The stunt took place during a live stream of one of Pastor Alph Lukau’s services at his church near Johannesburg, South Africa, on Sunday (February 24), where he approached a man lying in a coffin.

Lukau spoke to the family and acquaintances of the ‘deceased’ man – who could literally be seen breathing as they explained how he died a couple of days previously – after they’d brought him to the pastor from the mortuary.

Pastor Lukau then told the man to ‘rise up’ from the coffin.

He then miraculously sits up, making the crowd go wild.

As the video was shared across social media, people were quick to criticise the ‘miracle’:

According to the BBC, three funeral companies who became wrapped up in the stunt say they were tricked by church representatives and manipulated into taking part. They are reportedly now taking legal action for damage to their reputation.

King and Queens Real Funerals, who supplied a vehicle for the event, took to Facebook to defend themselves.

In a statement, they explained:

We were approached by alleged family members of the deceased who informed us they had encountered a dispute with a different funeral service provider and would like to use our transport services which we offered them.

We did not supply the coffin neither did we store the deceased at our mortuary and no paper work was processed by Kings and Queens Funerals.

We are in the process of taking legal action for this malicious damage to our image.

As kings and Queens Funeral Services, we would like to distance ourselves from the supposed resurrection of a deceased…

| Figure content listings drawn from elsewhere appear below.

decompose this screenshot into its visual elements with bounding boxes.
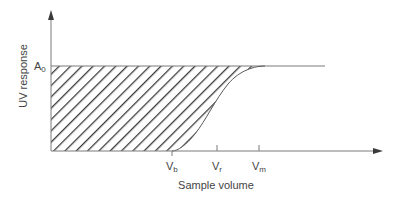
tick-label-vm: Vm xyxy=(252,160,266,174)
y-axis-arrow-icon xyxy=(48,10,54,20)
x-axis-label: Sample volume xyxy=(178,179,254,191)
a0-label: A0 xyxy=(34,60,46,74)
x-axis-arrow-icon xyxy=(373,148,383,154)
y-axis-label: UV response xyxy=(17,44,29,108)
tick-label-vr: Vr xyxy=(212,160,222,174)
breakthrough-diagram: Vb Vr Vm A0 Sample volume UV response xyxy=(0,0,397,203)
hatched-area xyxy=(51,66,271,152)
tick-label-vb: Vb xyxy=(166,160,178,174)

Posted by Kings and Queens Real Funerals on Sunday, 24 February 2019

Sowetan Live report the church has since backtracked from their claims of a ‘miracle’, with Lukau’s church – Alleluia International Ministries – saying the ‘dead’ man was actually ‘already alive’ when Lukau approached him.

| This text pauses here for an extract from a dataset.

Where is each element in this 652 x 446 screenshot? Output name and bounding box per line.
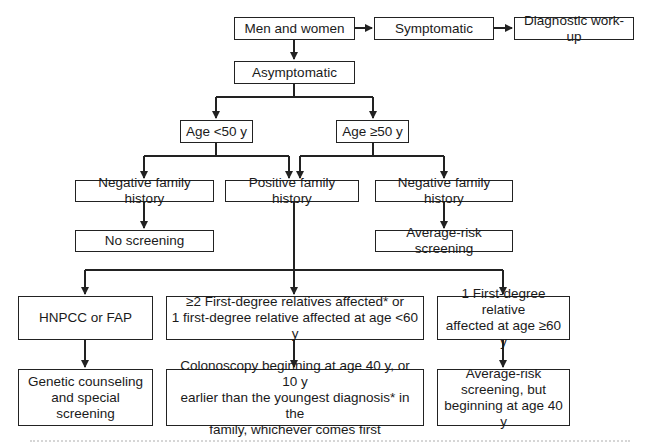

They added the pastor simply ‘completed a miracle that God had already started’.

Professor David Mosoma, the Deputy Chairperson of the Commission for the Promotion and Protection of Cultural, Religious and Linguistic Communities, told SABC News these kinds of stunts were used as a way of getting money from ‘the hopelessness of our people’.

He explained:

Resurrection means suspension of the laws of nature. When somebody claims to have suspended the laws of nature when someone has passed on, it means there must be credible witnesses, a certification that the person is dead, the person must be in a registered morgue.

The morgue must certify that this person is dead. All of these things are the questions we are asking ourselves, how did this happen? We have discovered that there are no such things as miracles.

They are made up to try to get money from the hopelessness of our people. We cannot allow our people to be abused in this way.

I imagine a few of Lukau’s church-goers might have lost faith in him after this baffling stunt.